Eur J. Immunolo 2009;39:676
©2013 MFMER | slide-29
Adaptive Immunity to M. tuberculosis
• Memory T cells are created specific to MTB
antigens.
• Memory T cells are active and proliferate with
recall responses
• Specific, practical, clinical biomarkers of
protective immunity has not been established
Nat Med 2005;11:S33
©2013 MFMER | slide-30
Histology of TB disease
Collateral damage
Atlas of Pathology, 2nd edition, Romana
©2013 MFMER | slide-31
Histology of TB disease
Ziehl-Neelsen stain
H&E stain
• Delayed hypersensitivity reaction
• Central Caeseating necrosis
• Surrounded by lymphocytes, multi-nucleate giant cells and
epitheloid macrophages
• Organisms may be identified within the macrophages
National University of Singapore, Dept. of Pathology
©2013 MFMER | slide-32
Immunomodulation for Cure of TB
• Improve sterilizing immunity
• Decrease collateral damage of the immune
system
• 95% of bacterial sterilization occurs in 2 weeks,
but 6 months of therapy is needed.
• Is immune modulation needed to stop a
destructive immune pattern to a protective one?
©2013 MFMER | slide-33
Immunomodulation for Cure of TB
• Drive a Th1 response, turn off T reg
• IL2, INFg, steroids, thalidomide, TNFa antagonist-failed!
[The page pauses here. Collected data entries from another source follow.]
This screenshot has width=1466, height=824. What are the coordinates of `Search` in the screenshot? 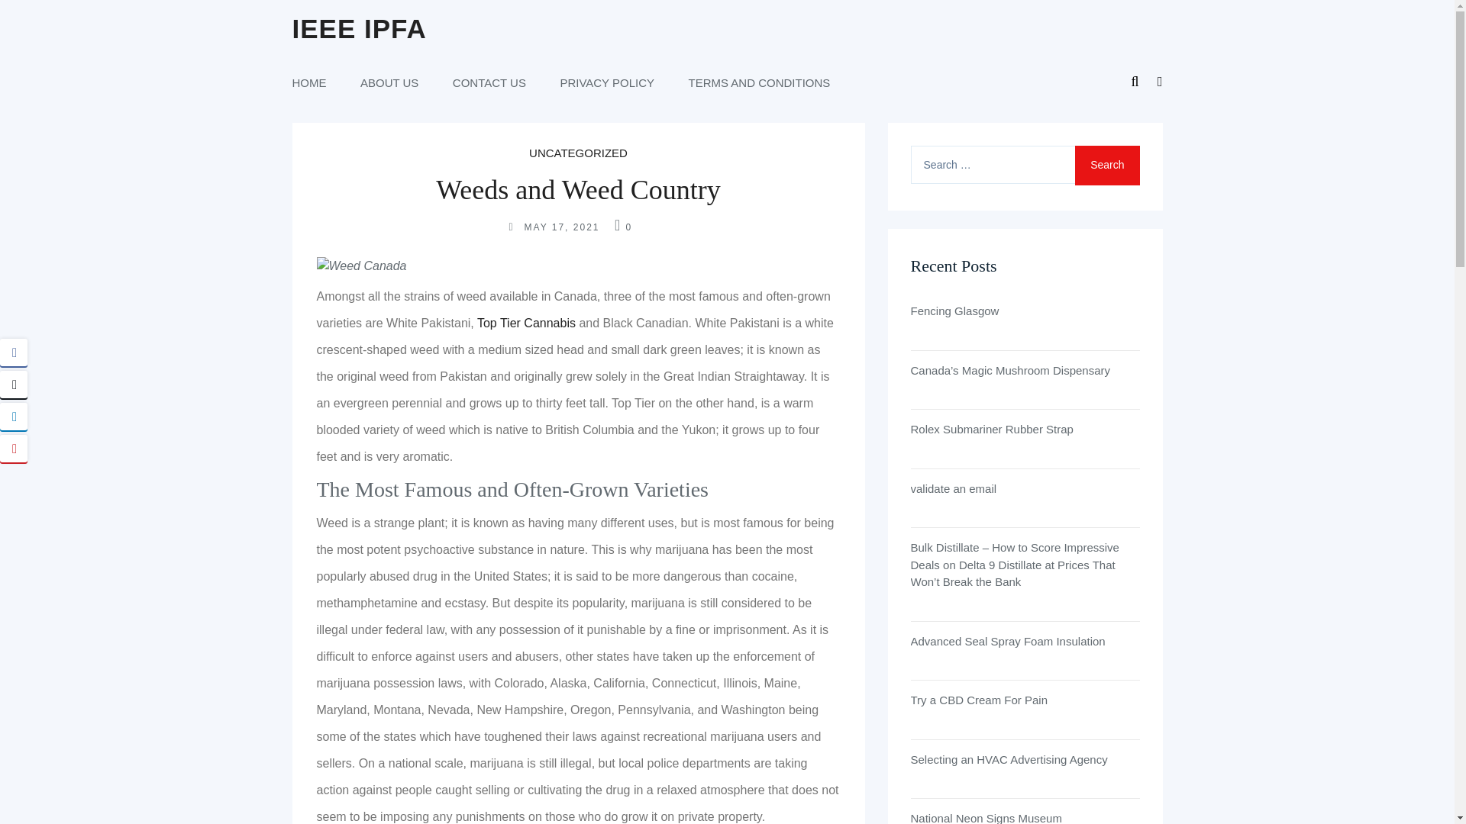 It's located at (1106, 166).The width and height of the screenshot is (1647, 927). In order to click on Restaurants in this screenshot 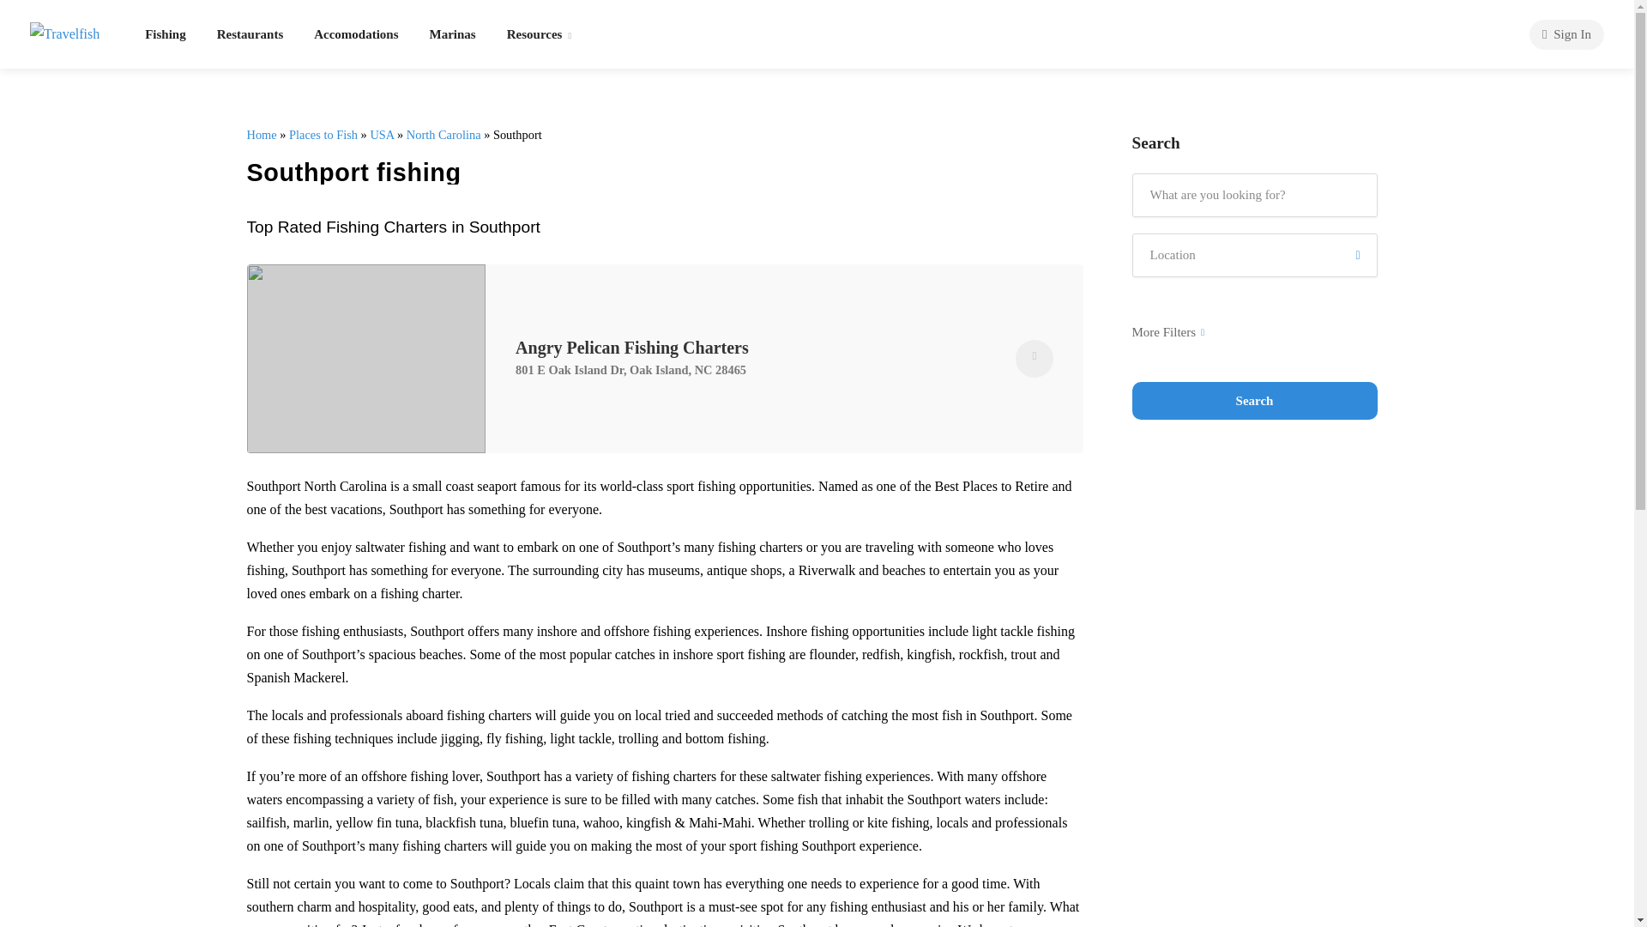, I will do `click(251, 34)`.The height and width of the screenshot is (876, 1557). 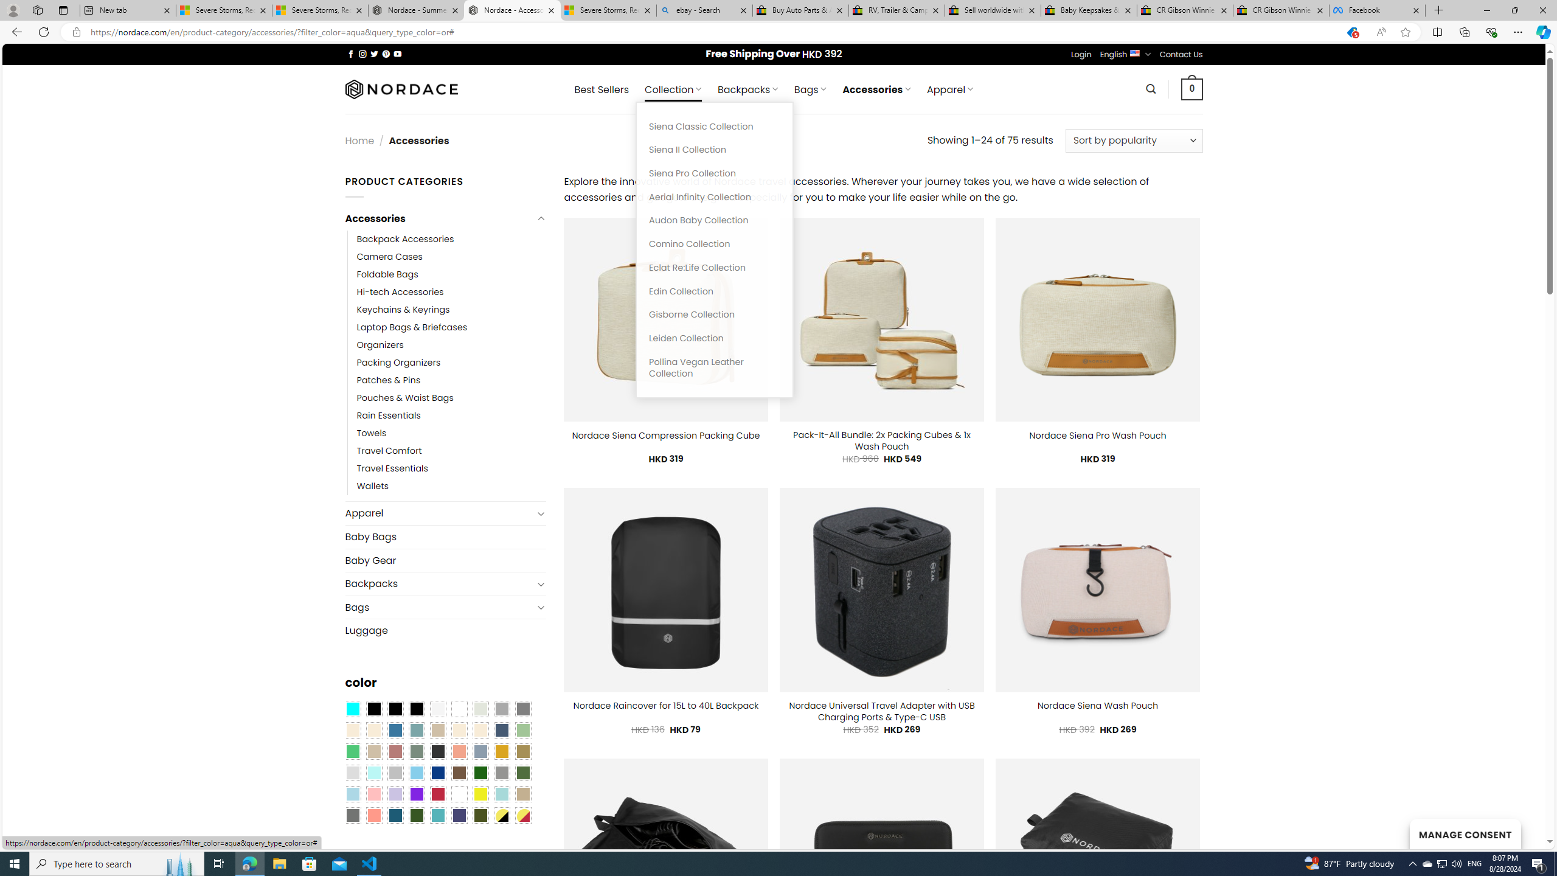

• IVIG dramatically improves mycobacterial sterilization in
a mouse model
• Many other agents in different stages of discovery and
clinical trials
Infect Immun 2005.73:6101
©2013 MFMER | slide-34
M. Tuberculosis vaccines
• MTB antigens ESAT-6, CFP-10 Ag85
• Found in latently infected, or exposure individuals
• Induce cytokine specific immune response
• Provide protective immunity in animal models
• Provide a protective antigen through a vaccine
or viral vector/gene therapy
©2013 MFMER | slide-35
M. Tuberculosis vaccines
Bacille Calmette Guerin
• BCG protective effect
• Age, background infection rates, virulence of MTB strain, coinfection with helminths, T cell immunity to helminths, malnution
• All factors that module the immune system
• Protects against MTB dissemination
• May protect against adult MTB infection in household
contacts
• Prevent primary infection and/or prevent transition from
LTBI to infection
©2013 MFMER | slide-36
Vaccine Candidates for MTB
Phase I and phase IIa trials
©2013 MFMER | slide-37
Challenges in vaccine development
• Children and adolescence
• HIV/TB co-infection – poor T cell response
• HIV/Helminth co-infection- strong Th2 response
• No good functional immune assays to predict a
sterilizing response
• ? Role of Aerosolized vaccination?
©2013 MFMER | slide-38
TB Pathogenesis
Immunopathogenesis!
La Miseria by Cristobal Rojas (1886).